The NLRB in October took the unprecedented move of filing a formal complaint against American Medical Response of Connecticut that alleged the company engaged in “unfair labor practices” for terminating emergency medical technician Dawnmarie Souza, after she badmouthed her boss on Facebook and wrote comments to colleagues.

Is Facebook the new water cooler?
The NLRB maintained that workers’ communications with their peers about employment conditions, such as wages or supervisors, are protected by law — even if they take place on Facebook instead of by the water cooler.

Workers “can talk among themselves about their work, their working conditions, their wages and their supervisors, which is the situation here, and they’re protected by the National Labor Relations Act by doing that,” said Jonathan Kreisberg, the regional director of the NLRB’s Hartford office. “This isn’t anything new. The only difference here is where the comments were made and the circumstances.”
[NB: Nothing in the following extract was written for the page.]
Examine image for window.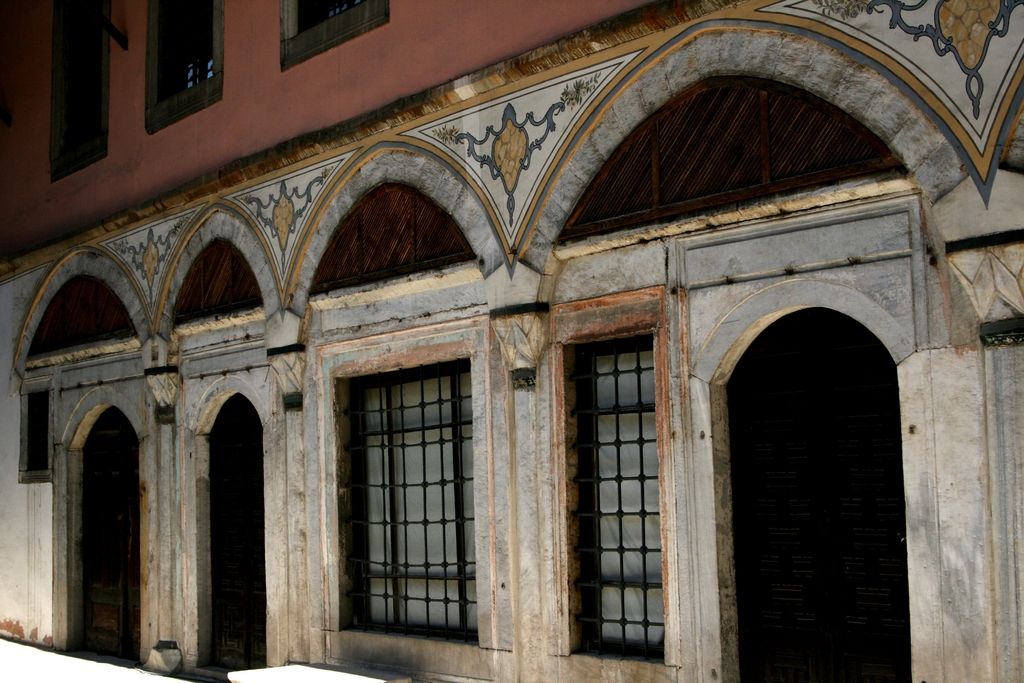
Examination result: {"x1": 543, "y1": 322, "x2": 671, "y2": 657}.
The dispute started when American Medical Response asked Souza to complete an incident report following a customer complaint about her and she was denied representation by the local workers union, the Teamsters Local 443, according to the NLRB complaint. Two superiors threatened Souza after she requested union representation, the complaint added, and later that day she took to her Facebook page to criticize her supervisor with other colleagues.
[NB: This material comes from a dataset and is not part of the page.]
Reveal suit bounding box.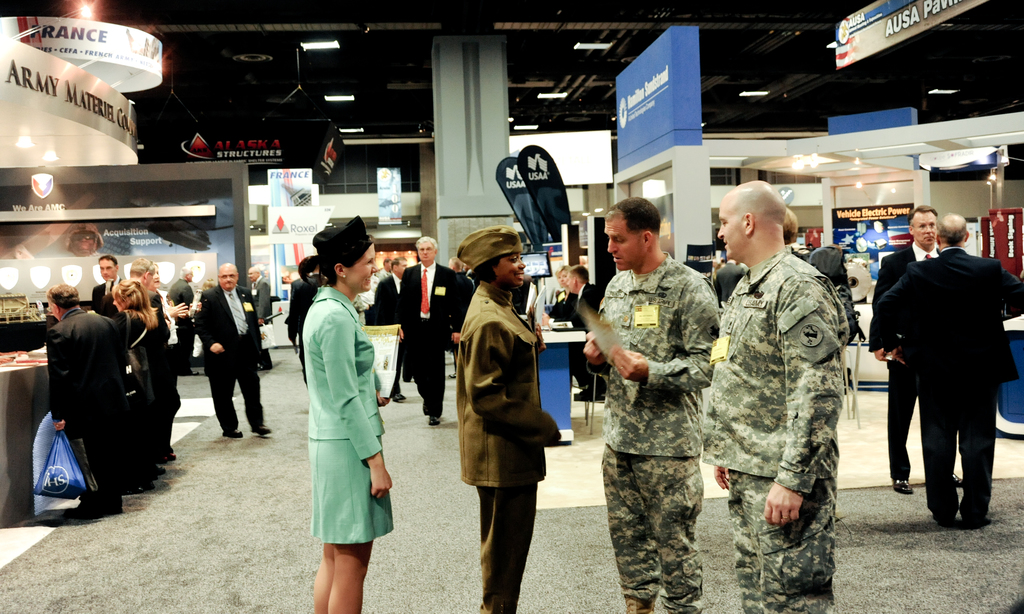
Revealed: <box>714,261,748,305</box>.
American Medical Response fired Souza a few weeks later.

In response, the Teamsters filed an unfair labor practice charge at the NLRB regional office in Hartford last January. The office opened an investigation into the charge and ultimately filed a complaint against American Medical Response, marking the first time the agency has argued that employees’ conversations about work conditions, known as “concerted activity,” is protected on social networks.

But American Medical Response argues that Souza was fired because of complaints about her behavior on the job, not because of the negative Facebook posts.

Fired for patient care complaints
“AMR has consistently argued that Ms. Souza was fired because of serious patient care complaints that they had received in 2009. They received complaints about her care on two separate occasions within a 10-day period,” said John Barr, the attorney representing American Medical Response. “The Facebook issue is mentioned in the termination letter... but we’re saying she would have been terminated regardless.”

The complaint did note that the company’s employee handbook says workers “are prohibited from making disparaging, discriminatory or defamatory comments when discussing the company or the employee’s superiors, co-workers and/or competitors.”

In this case, the NLRB is arguing that that employers cannot prohibit workers from bashing employment conditions with their peers on social networks even if the company has an established social media policy, like American Medical Response did. The case is expected to have reverberations throughout corporate America.

“You can’t have policies that restrict people from talking about protected concerted activity and that creates heartburn for some employers,” said Reid Bowman, general counsel for ELT Inc., a San Francisco-based provider of online workplace compliance training. “This case is in a unionized setting and there was a unionized worker, but it’s a huge wake-up call to your non-unionized employers that you can have employees posting things on Facebook and that’s protected concerted activity.”

Legal experts agree that talking about your boss and employment conditions with colleagues has long been protected speech and will continue to be even if these conversations move to social networks.

“This is a very ordinary, garden variety case that comes up countless times under the law,” said Stanford Law professor William Gould, the former chairman of the NLRB during the Clinton Administration. “For the life of me, I don’t see what it is about Facebook that would make this [speech] unprotected. The [social] network is a more effective way of getting the message to more people, but I think that simply that it’s more effective and can reach a larger audience doesn’t make it unprotected.”